Updated

President Bush on Monday threatened to veto any legislation that violates the spirit of a proposal he announced last week to give federal funding for limited embryonic stem cell research.

"The statement I laid out (Thursday) is what I think is right for America," Bush told reporters gathered on his central Texas ranch as he signed an agriculture spending bill.

"Any piece of legislation that undermines what I think is right will be vetoed," Bush said.

Later, Bush twice cut off further questions on criticism of his decision. "I answered it Thursday night when I gave an address to the nation," he said. "I spent a lot of time on the subject, I laid out the policy I think is right for America and I'm not going to change my mind."

Bush said his policy was thoroughly thought-out. "It's a moral issue, plus there's a chance that we can save people's lives, and I've laid out the path to do that," he said.

Senators of both parties have said they will try to ease the restriction outlined by Bush when Congress returns next month. Bush aides, including White House chief of staff Andrew Card and Tommy Thompson, the secretary of health and human services, insist the president will stand by his decision, regardless of what scientific breakthroughs may occur down the road.

The comments on Sunday television news shows followed the president's announcement Thursday that he will limit federal funding for embryonic stem cell research to stem cell lines now in existence.

"While it is unethical to end life in medical research, it is ethical to benefit from research where life and death decisions have already been made," Bush wrote in a guest column Sunday in The New York Times.

Appearing on NBC's "Meet the Press," Thompson said the more than 60 embryonic stem cell lines identified by the National Institutes of Health are enough to achieve the basic research needed to continue pursuing cures for juvenile diabetes, Parkinson's, Alzheimer's and other diseases.

He said Bush will stand by his decision regardless of what scientists may discover and estimated that stem cell researchers are three to five years from any breakthroughs.

"This president will not equivocate," Thompson said. "He made a very strong statement on that."

"We think there's more than enough lines for this embryonic stem cell research to go forward," Card added on "Fox News Sunday."

But Sen. Arlen Specter, R-Pa., said he is skeptical those stem cell lines will be enough to find cures.

He said he and Sen. Tom Harkin, D-Iowa, are sponsoring legislation to broaden the federal funding of stem cell research to include discarded embryos from in-vitro fertilization. It will be an issue when Congress considers federal spending legislation next month, Specter said.

"Every day we lose, we're losing lives," he said on CBS' "Face the Nation."

Dr. John Gearhart of the Johns Hopkins University Medical School in Baltimore also questioned whether existing stem cell lines, about half of which are at U.S. laboratories, will be enough.

"We know that there is a shelf life to these, and we are very concerned when we will need more lines, what happens then," Gearhart said on CBS. "And I do think it will be sooner rather than later."

Dr. Leon Kass, a University of Chicago bioethicist heading a Bush-appointed panel monitoring stem cell research, said the existing lines should last at least a decade.

If they prove insufficient, "I think that's a serious question and we will have to revisit it," Kass said on CBS.

Thompson said he couldn't address whether Bush would veto any legislation allowing broader federally financed stem cell research. But he added, "First of all, I don't think the Congress is going to pass that." Lawmakers should let basic research continue before approving such legislation, he said.

Many abortion opponents, including Roman Catholic leaders, say Bush went too far.

Bishop Joseph A. Fiorenza, president of the National Conference of Catholic Bishops, said on ABC's "This Week" that he considered the existing stem cell lines "ill-gotten goods."

"For the government to allow funding for this experiment makes the government complicit in what we consider to be wrongdoing," Fiorenza said.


*Task brief*. Copy out the records precisely, omitting pictures.

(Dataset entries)

▬▬▬▬▬▬

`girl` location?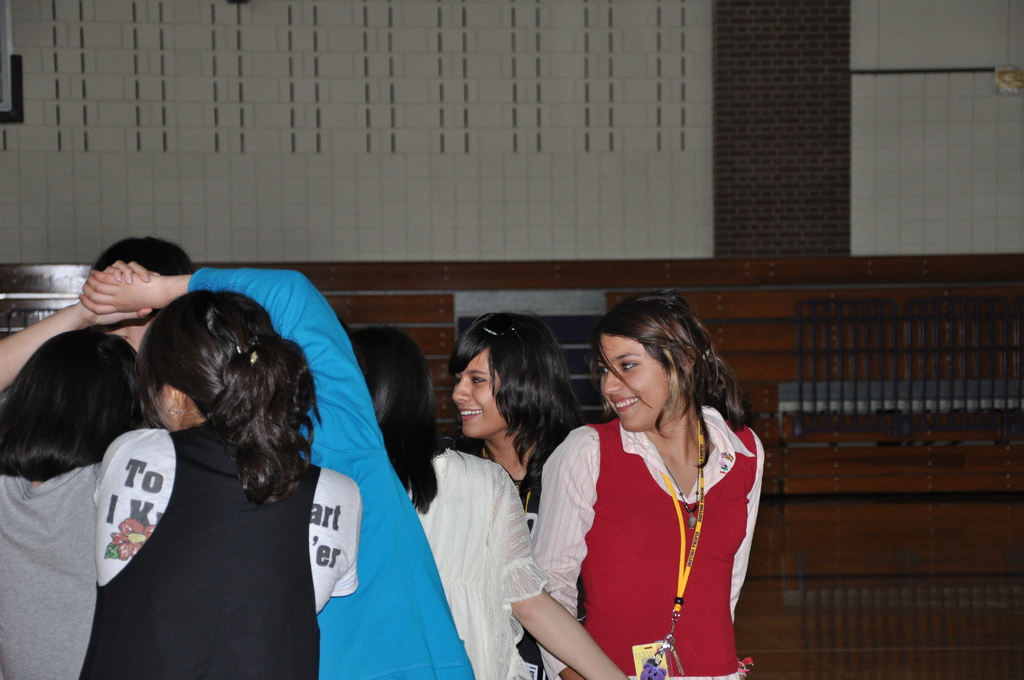
[0,326,158,679]
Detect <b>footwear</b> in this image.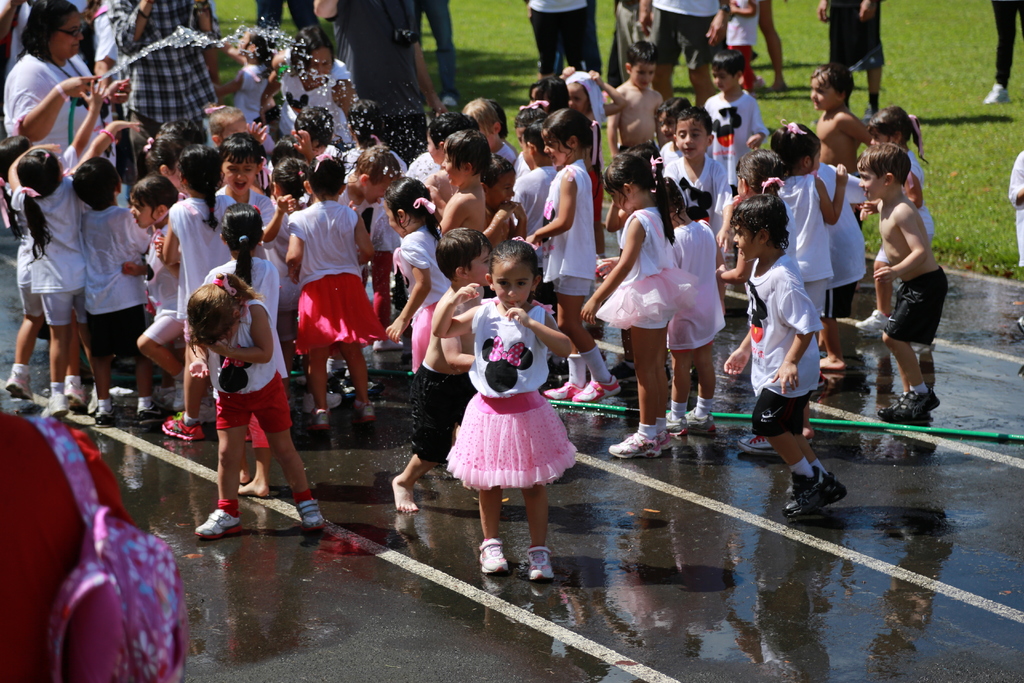
Detection: detection(568, 377, 618, 403).
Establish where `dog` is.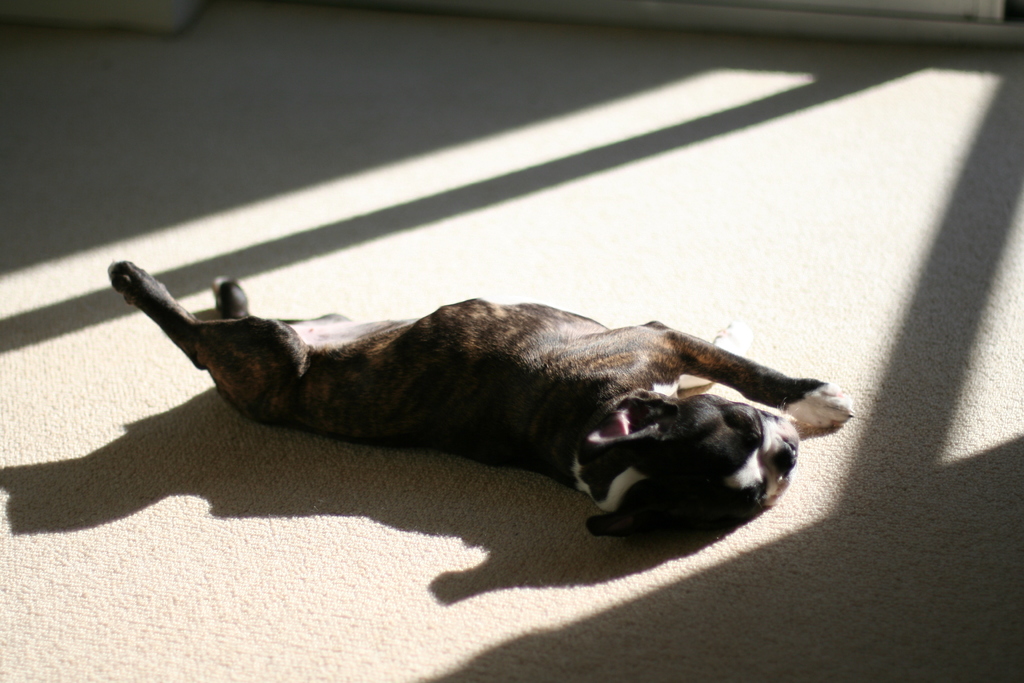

▬▬▬▬▬▬

*Response to this task*.
`girl` location?
[0,326,158,679]
Detect <b>footwear</b> in this image.
Detection: detection(568, 377, 618, 403).
Establish where `dog` is.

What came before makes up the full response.